What did @dressagehub_official actually say?
The creator claims BPC-157, TB-500, and KPV are "approved for veterinary use" and that BPC-157 acted like a "magic potion" for her injured dog, nearly restoring full gait after years of lameness. She also implies the same logic applies to horses and humans in the equestrian world.
To be specific: she says her dog tore her iliopsoas muscle, was managed but never fully sound, and that after starting BPC-157 (alongside TB-500 and KPV), the dog is "running around more," "happier," and her "gait is almost 100%." She notes her vet is aware and supportive. She frames this as a straightforward win and calls the compound essentially magic.
That personal story is compelling. But several of the regulatory and scientific claims wrapped around it need serious scrutiny.
Does the science back this up?
The preclinical data on BPC-157 is genuinely interesting, but it is almost entirely animal-based, and none of it has been validated in randomized controlled trials in humans or companion animals. Calling it proven is a stretch the evidence does not support.
BPC-157 (Body Protection Compound-157) is a synthetic peptide derived from a protein found in gastric juice. Rodent studies, particularly from Sikiric et al. across multiple publications in journals like Current Pharmaceutical Design (2018), show accelerated tendon-to-bone healing, angiogenesis promotion, and anti-inflammatory effects. TB-500 (a thymosin beta-4 fragment) has similar preclinical support for tissue repair. These are real signals worth studying. But rodent models do not reliably translate to clinical outcomes in humans or even dogs. The leap from "works in rats" to "magic potion" is not a scientific one. KPV, a tripeptide with anti-inflammatory properties, has even thinner published literature. No peer-reviewed trial has confirmed efficacy or safety for any of these compounds in canine musculoskeletal injury.

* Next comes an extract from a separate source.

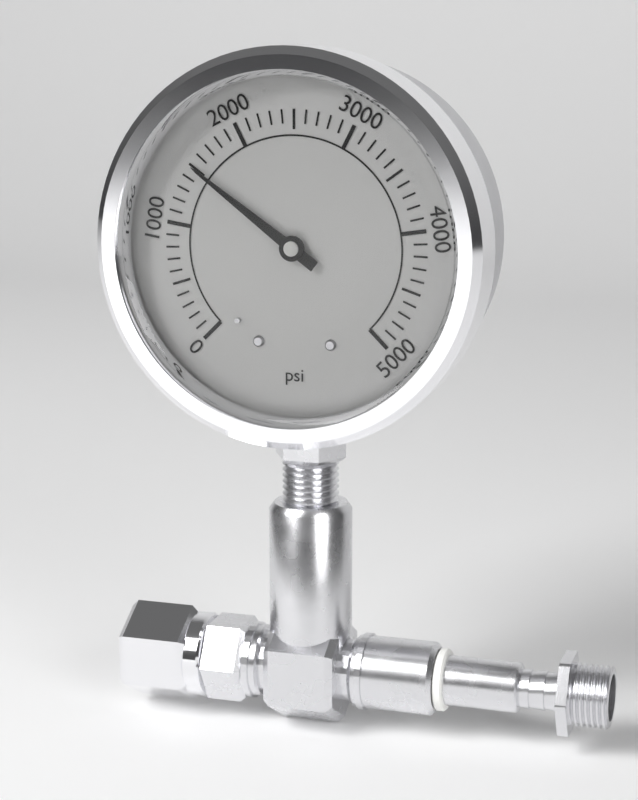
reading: 1500 psi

What did they get wrong (or right)?
The "approved for veterinary use" claim is the most significant problem here. It is misleading in a way that could genuinely affect how viewers make decisions for their animals.
BPC-157 does not hold FDA approval for veterinary use. It is not on the USDA or FDA's approved veterinary drug lists. Compounding pharmacies in the U.S. can legally prepare BPC-157 for use in animals under a veterinarian's direction, which is a different regulatory category entirely. "Compounded" and "approved" are not the same thing, and conflating them is the kind of error that has real consequences. A pet owner hearing "approved for veterinary use" may assume a level of safety review that simply has not happened. To her credit, the creator does say her vet knows and is supportive, which is the responsible framing. The anecdote about her dog's improvement is also entirely plausible given the preclinical literature, even if it is not proof of anything. And she is right that equestrian athletes and their animals sustain a disproportionate share of musculoskeletal injuries. The interest in faster recovery tools is legitimate even if the evidence base is not yet there.
What should you actually know?
If you are considering peptides for yourself or your animal, the regulatory and evidence picture is more complicated than this video suggests, and getting it wrong has consequences.
BPC-157 has never completed a phase 2 or phase 3 clinical trial in humans. A phase 2 trial for inflammatory bowel disease was initiated but results have not been published in a peer-reviewed format. The FDA has flagged BPC-157 as not an approved drug for human use and has taken action against some compounders marketing it for human administration. For animals, compounded BPC-157 can be legally prescribed by a licensed veterinarian, but that is a legal carve-out for compounding, not a regulatory approval. If your vet recommends it for your dog or horse, that is a clinical decision they are making under their license with limited evidence behind it. The "magic potion" framing also glosses over the fact that we do not have solid safety data for long-term use in any species. Anecdotal improvement in a single dog is a case report, not a clinical signal. It is worth taking seriously, but not worth generalizing from.